Teach For America is a group that recruits recent college graduates to teach in poorer public schools for two years, the idea being that they would be better than substitute teachers in those districts. Education unions dislike the organization and call them 'scabs' - because they are non-union labor.

Now, Teach for America is setting its sights on capturing school board seats across the nation. They are never going to win over an education union that wants to protect tenure and jobs, but if they win the school board, their goal of reforming education may succeed

Rebecca Jacobsen, associate professor of teacher education at Michigan State University and lead author of a new paper on the subject, analyzed school board elections involving Teach for America alumni in 2009 and 2010, following the launch of TFA's Leadership for Educational Equity. The program aims to grow the number of program alumni who serve in elected office.


Rebecca Jacobsen is an associate professor at Michigan State University. Credit: Michigan State University

"It appears that TFA alumni candidates running for school boards paid attention to both national and local messages because of a growing recognition that local politics is far from dead," said Jacobsen. "School board members, like it or not, remain key to shaping the future of our schools."

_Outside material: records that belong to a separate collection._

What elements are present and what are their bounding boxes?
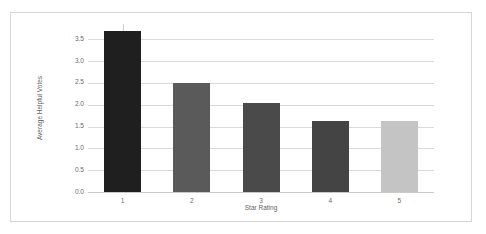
x-tick-label: 1: [88, 198, 157, 205]
y-axis-tick-labels: 0.00.51.01.52.02.53.03.5: [52, 24, 84, 192]
y-tick-label: 2.5: [54, 79, 84, 86]
y-tick-label: 1.0: [54, 145, 84, 152]
gridline: [88, 192, 434, 193]
plot-area: 12345: [88, 24, 434, 192]
bar: [243, 103, 280, 192]
y-tick-label: 3.5: [54, 36, 84, 43]
bar-chart-figure: Average Helpful Votes 0.00.51.01.52.02.5…: [0, 0, 486, 234]
bar: [173, 83, 210, 192]
y-tick-label: 3.0: [54, 58, 84, 65]
y-tick-label: 0.0: [54, 189, 84, 196]
y-axis-title: Average Helpful Votes: [37, 76, 44, 140]
x-tick-label: 4: [296, 198, 365, 205]
x-tick-label: 2: [157, 198, 226, 205]
x-tick-label: 5: [365, 198, 434, 205]
y-tick-label: 1.5: [54, 123, 84, 130]
axis-tick-artifact: [123, 24, 124, 31]
bar: [312, 121, 349, 192]
x-axis-title: Star Rating: [88, 205, 434, 212]
bar: [381, 121, 418, 192]
bar: [104, 31, 141, 192]
y-tick-label: 2.0: [54, 101, 84, 108]
y-tick-label: 0.5: [54, 167, 84, 174]
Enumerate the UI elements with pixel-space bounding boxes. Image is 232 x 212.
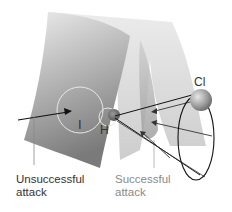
label-unsuccessful-line1: Unsuccessful	[16, 173, 84, 186]
cl-atom-sphere	[190, 89, 212, 111]
label-successful-line1: Successful	[115, 173, 171, 186]
label-successful-line2: attack	[115, 186, 146, 199]
label-cl: Cl	[194, 76, 205, 89]
surface-front-sheet	[24, 12, 130, 168]
label-h: H	[100, 124, 109, 137]
label-unsuccessful-line2: attack	[16, 186, 47, 199]
label-intermediate: I	[78, 118, 82, 131]
attack-arrow-line-3	[143, 133, 170, 158]
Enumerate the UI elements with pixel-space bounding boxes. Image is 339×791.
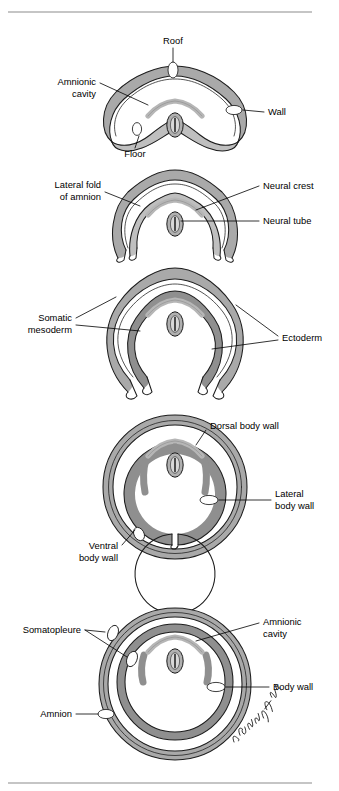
svg-text:Lateral: Lateral (275, 488, 304, 499)
label-amnionic-cavity-2: Amnionic cavity (263, 616, 302, 639)
panel2-neural-core (148, 200, 202, 236)
panel3-neural-core (148, 300, 202, 336)
svg-text:cavity: cavity (72, 88, 96, 99)
panel1-wall-marker (226, 105, 242, 114)
figure-root: Roof Amnionic cavity Wall Floor (0, 0, 339, 791)
label-amnion: Amnion (40, 708, 72, 719)
leader-wall (243, 110, 264, 112)
label-floor: Floor (124, 148, 145, 159)
panel4-left-dorsal-thickening (144, 459, 146, 492)
label-wall: Wall (268, 106, 286, 117)
panel5-body-wall-marker (207, 682, 225, 691)
svg-text:mesoderm: mesoderm (28, 324, 72, 335)
label-lateral-fold-of-amnion: Lateral fold of amnion (55, 179, 101, 202)
panel5-left-dorsal-thickening (142, 655, 144, 682)
panel1-roof-marker (168, 62, 178, 78)
svg-text:Amnionic: Amnionic (57, 76, 96, 87)
panel5-right-dorsal-thickening (206, 655, 208, 682)
label-somatopleure: Somatopleure (23, 624, 81, 635)
label-amnionic-cavity: Amnionic cavity (57, 76, 96, 99)
label-somatic-mesoderm: Somatic mesoderm (28, 312, 73, 335)
panel-1-stage-flat-amnion: Roof Amnionic cavity Wall Floor (57, 35, 285, 159)
label-body-wall: Body wall (273, 681, 313, 692)
panel1-floor-marker (132, 123, 141, 136)
label-ventral-body-wall: Ventral body wall (79, 540, 118, 563)
label-dorsal-body-wall: Dorsal body wall (210, 420, 279, 431)
svg-text:Amnionic: Amnionic (263, 616, 302, 627)
panel4-lateral-body-wall-marker (200, 495, 218, 504)
svg-text:cavity: cavity (263, 628, 287, 639)
label-ectoderm: Ectoderm (282, 332, 322, 343)
svg-text:of amnion: of amnion (60, 191, 101, 202)
embryology-diagram: Roof Amnionic cavity Wall Floor (0, 0, 339, 791)
leader-somatic-mesoderm-a (76, 297, 116, 318)
panel-2-stage-lateral-folds: Lateral fold of amnion Neural crest Neur… (55, 170, 314, 262)
panel3-bodywall-band (128, 291, 223, 388)
panel-5-stage-closed: Somatopleure Amnionic cavity Body wall A… (23, 608, 314, 760)
svg-text:Somatic: Somatic (38, 312, 72, 323)
panel5-amnion-marker (98, 709, 114, 718)
panel-3-stage-c-shaped: Somatic mesoderm Ectoderm (28, 268, 323, 399)
label-neural-tube: Neural tube (263, 215, 311, 226)
label-neural-crest: Neural crest (263, 180, 314, 191)
label-roof: Roof (163, 35, 183, 46)
svg-text:Lateral fold: Lateral fold (55, 179, 101, 190)
svg-text:Ventral: Ventral (89, 540, 118, 551)
panel4-right-dorsal-thickening (204, 459, 206, 492)
label-lateral-body-wall: Lateral body wall (275, 488, 314, 511)
svg-text:body wall: body wall (275, 500, 314, 511)
panel-4-stage-closing: Dorsal body wall Lateral body wall Ventr… (79, 415, 314, 614)
svg-text:body wall: body wall (79, 552, 118, 563)
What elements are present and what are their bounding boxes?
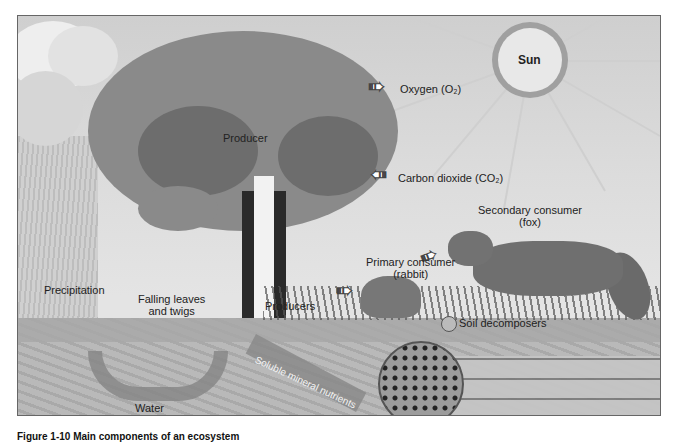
rabbit [361,276,421,318]
grass [263,286,661,320]
precipitation-label: Precipitation [44,284,105,296]
secondary-consumer-line1: Secondary consumer [478,204,582,216]
secondary-consumer-label: Secondary consumer (fox) [478,204,582,228]
producer-label: Producer [223,132,268,144]
fox [473,241,623,296]
carbon-dioxide-label: Carbon dioxide (CO₂) [398,172,503,184]
primary-consumer-line1: Primary consumer [366,256,455,268]
secondary-consumer-line2: (fox) [478,216,582,228]
co2-arrow-icon: ➠ [370,164,387,184]
soil-decomposers-label: Soil decomposers [459,317,546,329]
primary-consumer-label: Primary consumer (rabbit) [366,256,455,280]
producer-to-rabbit-arrow-icon: ➠ [336,280,353,300]
tree-canopy [138,186,218,231]
falling-leaves-label: Falling leaves and twigs [138,293,205,317]
tree-canopy [138,106,258,196]
falling-leaves-line1: Falling leaves [138,293,205,305]
ecosystem-diagram: Sun ➠ ➠ ➠ ➠ Oxygen (O₂) Carbon dioxide (… [17,15,661,416]
topsoil [18,318,660,342]
primary-consumer-line2: (rabbit) [366,268,455,280]
cloud [17,71,83,146]
decomposer-icon [441,316,457,332]
producers-label: Producers [265,300,315,312]
oxygen-label: Oxygen (O₂) [400,83,461,95]
tree-canopy [278,116,378,196]
falling-leaves-line2: and twigs [138,305,205,317]
sun-label: Sun [518,54,541,66]
figure-caption: Figure 1-10 Main components of an ecosys… [17,431,239,442]
oxygen-arrow-icon: ➠ [368,76,385,96]
water-label: Water [135,402,164,414]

Jacobsen found that those among the 32,000 program alumni running for school boards did indeed champion the organization's core values and priorities. Echoing the core value of "respect and humility," for example, one candidate said "more needs to be done to welcome, involve and inform parents." Another candidate stressed the core value of "relentless pursuit of results" by saying he "demonstrated impressive results as a classroom teacher, with his students tripling the average state science scores expected."


An effort by Teach for America to capture school board seats across the nation suggests local politics still plays a vital role in shaping education, suggests a study by Michigan State University. Credit: Michigan State University

But Jacobsen says she was surprised to learn that TFA alumni candidates also focused frequently on local issues – in some cases more than non-TFA candidates. The most common local issue was the budget; others included school safety and the need for programs such as the arts, athletics and early childhood education.

The study appears in the journal Education Policy Analysis Archives.